Viticultural Jura is one of the smallest of all wine regions in France. Over 80 kilometers stretching North to South, on a ridge never more than 5 kilometers wide, the Jura has 1850 hectares under vines. This is down from 20,000HA pre-phylloxera, when about 40 varieties were widely used. This has been reduced to 5 since the creation of the AOCs, with the local grapes Trousseau and Poulsard for red wines and Savagnin for white, and the Burgundian grapes Pinot Noir and Chardonnay. Chardonnay dominates the plantations, although there are many types of plants and clones. The most interesting is called Melon à Queue Rouge, a type developed locally which has reddish stems.
Pierre Overnoy’s father ran a 15HA farm of mixed agriculture in Pupillin, a village near Arbois. 2.65HA of the land was vineyards, which Overnoy took over in 1968; he left the rest of the farming to his brother. From his beginnings, he tended his vines in organic fashion, known at the time as traditional, i.e. without herbicides, pesticides, fungicides, nothing but copper and sulfur.
In his winemaking, he was a pioneer of what has come to be called natural wines, especially in his avoidance of the use of sulfur. The Jura, with its tradition of Vin Jaune, made in a slowly oxidative fashion, was probably ideally suited for these explorations. Jules Chauvet, the Beaujolais négociant and wine researcher, was a mentor and a friend to Pierre Overnoy since those early years. Overnoy’s goal was to make wines of terroir, which would reveal the minerality of their soils and the ripeness of their vintage.
Emmanuel Houillon, a kid from the nearby, vineless area in Franche-Comté (the region that comprises Jura), came to Pierre as an apprentice in the fall of 1990. He went to school for two weeks in a row, then worked at the estate for two weeks. That lasted seven years, until he left school with a professional baccalauréat in viticulture and oenology. Overnoy then hired him as an employee.
In 1995, when still a student, Houillon found 1/3HA of Chardonnay vines which he tended himself. He also planted 1/2HA of Chardonnay in 1998. That same year, the Overnoy estate grew by 2.5HA of Poulsard and Savagnin, when Pierre took over vines owned by his sister.
In 2001, at the age of 63, Pierre Overnoy retired. Houillon worked with his wife Anne until his sister Adeline joined him as a partner in 2005. Their brother Aurélien became a partner in 2007. Pierre Overnoy devotes much of his time to baking bread and is an everyday presence for the family and the estate.
The estate now consists of 2.43 HA of Ploussard (or Poulsard), 2.20 HA of Chardonnay and 2HA of Savagnin.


■ Task to complete
Make an exact copy of all the entries, with the pictures left out.

■ Given records
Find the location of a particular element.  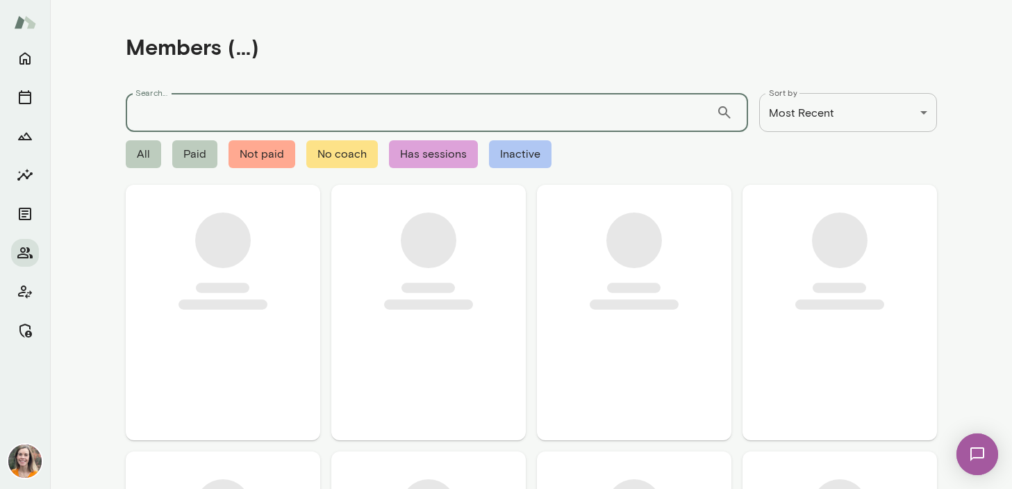

button: Insights is located at coordinates (25, 175).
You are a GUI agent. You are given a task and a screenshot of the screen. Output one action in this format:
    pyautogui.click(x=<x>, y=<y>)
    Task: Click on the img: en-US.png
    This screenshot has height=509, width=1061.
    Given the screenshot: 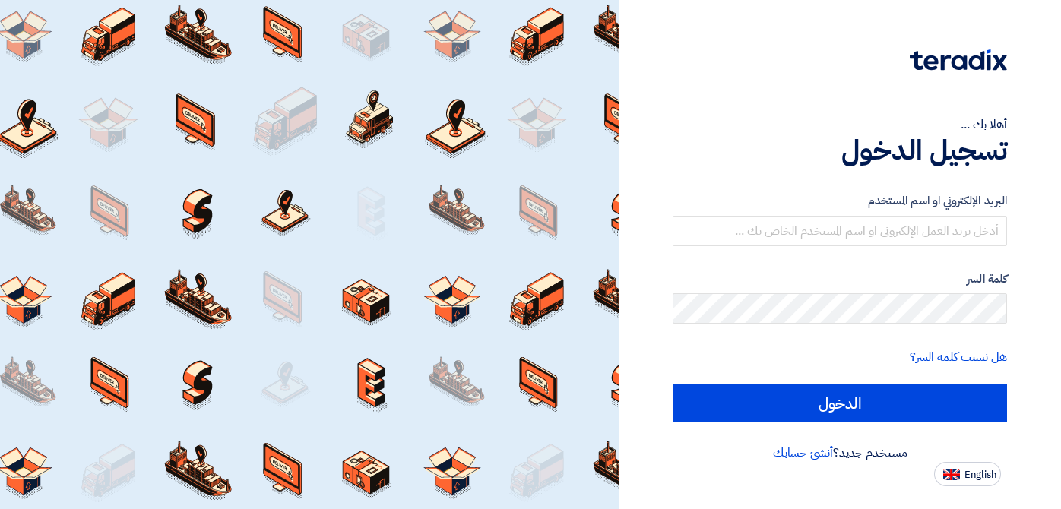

■ Solution for this problem
Find the location of a particular element.  

button: Insights is located at coordinates (25, 175).
You are a GUI agent. You are given a task and a screenshot of the screen. Output one action in this format:
    pyautogui.click(x=<x>, y=<y>)
    Task: Click on the img: en-US.png
    This screenshot has height=509, width=1061.
    Given the screenshot: 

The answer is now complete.